The death of Civil Rights leader Bob Moses, 86, on Sunday will be noted across the world by those who believe in the cause of racial justice.
But Mississippians owe a special debt of gratitude for his service during the critical years of the Civil Rights movement in our state during the 1960s.
A native New Yorker, Moses’ time in Mississippi may have been limited to a few critical years, but the work he achieved endures and cannot be overestimated.
In every great social movement, people gravitate to those whose voices attract the spotlight, people like Martin Luther King Jr., Malcolm X, Fannie Lou Hamer or those who became martyrs to the cause, but the success of any movement depends on those behind the scenes, the organizers and fund-raisers and field workers, the people who give substance to the rhetoric of the cause.
In that respect, Moses stands among the giants of the Civil Rights struggle in our state.
Moses was a field secretary for the Student Nonviolent Coordinating Committee. In that position, he implemented voter registration drives for Black citizens, most of whom had been disenfranchised by the systemic racism of Jim Crow rule.
To achieve that goal, Moses was a key player in organizing the Freedom Summer campaign, enlisting college students from across the country to spend the summer of 1964 helping register Black citizens to vote, conducting “Freedom Schools” to promote literacy and a number of other efforts to improve the lives of Mississippi’s long-neglected and much-abused Black population.
Freedom Summer brought national attention to the subhuman status of Mississippi’s Black population, stirring the nation’s conscience.
Moses was also integral in organizing the Mississippi Freedom Democratic Party, which chose its own slate of delegates to represent the state when the state’s Democratic Party refused to seat any Black delegates to the 1964 Democratic National Convention. The fight before the credential committee did not succeed, at least not immediately – a compromise allowed just two of the MFDP delegates to be seated. Yet the attention brought to bear by the MFDP helped insure future Mississippi delegations would include Black delegates and would continue to grow as Black Mississippians continued to gravitate toward the national party.
Moses’ efforts not only opened the door for Black citizens to vote but to participate fully in their state government. His work laid the groundwork for Blacks to vote, run and win office and influence policy in a way that would have been hard to imagine before his arrival.
Bob Moses made Mississippi better.
Can there be a greater legacy than that?
The Dispatch Editorial Board is made up of publisher Peter Imes, columnist Slim Smith, managing editor Zack Plair and senior newsroom staff.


Problem statement: What lines of the material below hold the string "Complete"? Copy them out.

Recorded information:
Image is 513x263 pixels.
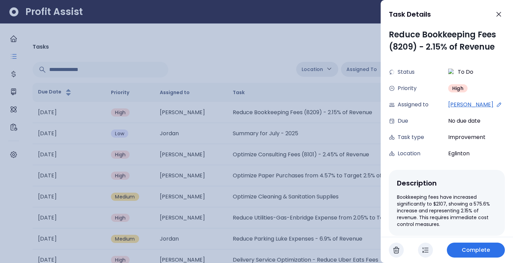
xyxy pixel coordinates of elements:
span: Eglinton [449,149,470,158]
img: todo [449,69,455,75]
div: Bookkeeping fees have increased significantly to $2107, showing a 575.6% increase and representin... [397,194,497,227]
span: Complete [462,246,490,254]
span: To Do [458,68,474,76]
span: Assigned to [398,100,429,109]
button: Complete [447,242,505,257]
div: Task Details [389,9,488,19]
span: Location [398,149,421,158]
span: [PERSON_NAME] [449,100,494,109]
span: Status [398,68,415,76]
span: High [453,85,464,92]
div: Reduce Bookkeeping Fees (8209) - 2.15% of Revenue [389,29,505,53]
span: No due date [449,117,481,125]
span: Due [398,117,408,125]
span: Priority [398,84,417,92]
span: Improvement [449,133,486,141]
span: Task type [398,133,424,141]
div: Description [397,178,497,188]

--

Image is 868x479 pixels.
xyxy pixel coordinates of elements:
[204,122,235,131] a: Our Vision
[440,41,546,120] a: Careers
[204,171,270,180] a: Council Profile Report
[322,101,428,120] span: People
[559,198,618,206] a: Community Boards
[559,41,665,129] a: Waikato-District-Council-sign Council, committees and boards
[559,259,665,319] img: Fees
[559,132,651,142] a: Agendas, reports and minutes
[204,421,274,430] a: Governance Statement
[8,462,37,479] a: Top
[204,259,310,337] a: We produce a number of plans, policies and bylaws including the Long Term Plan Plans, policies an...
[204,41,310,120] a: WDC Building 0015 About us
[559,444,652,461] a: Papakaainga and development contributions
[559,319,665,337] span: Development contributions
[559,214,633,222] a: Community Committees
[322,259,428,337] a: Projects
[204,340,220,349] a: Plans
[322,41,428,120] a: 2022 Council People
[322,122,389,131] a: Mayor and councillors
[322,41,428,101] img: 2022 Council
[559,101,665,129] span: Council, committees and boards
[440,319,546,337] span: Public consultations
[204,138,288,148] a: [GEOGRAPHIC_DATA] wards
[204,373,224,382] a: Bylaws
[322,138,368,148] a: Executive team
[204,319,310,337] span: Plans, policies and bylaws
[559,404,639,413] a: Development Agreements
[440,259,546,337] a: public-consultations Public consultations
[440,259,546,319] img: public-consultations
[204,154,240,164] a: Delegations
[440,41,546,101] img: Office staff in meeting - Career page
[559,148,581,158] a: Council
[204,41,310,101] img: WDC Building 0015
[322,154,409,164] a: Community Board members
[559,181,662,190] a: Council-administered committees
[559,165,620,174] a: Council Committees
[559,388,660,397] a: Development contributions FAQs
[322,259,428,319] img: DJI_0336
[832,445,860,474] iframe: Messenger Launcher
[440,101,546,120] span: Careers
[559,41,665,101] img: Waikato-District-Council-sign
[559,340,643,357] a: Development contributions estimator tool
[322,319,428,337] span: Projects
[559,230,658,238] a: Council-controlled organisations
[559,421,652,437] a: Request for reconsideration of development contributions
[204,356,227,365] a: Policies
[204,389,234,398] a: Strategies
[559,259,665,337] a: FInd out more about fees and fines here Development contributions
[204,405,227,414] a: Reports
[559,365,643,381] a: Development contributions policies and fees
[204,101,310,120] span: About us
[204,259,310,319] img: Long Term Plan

Response area:
span: Complete [462,246,490,254]
button: Complete [447,242,505,257]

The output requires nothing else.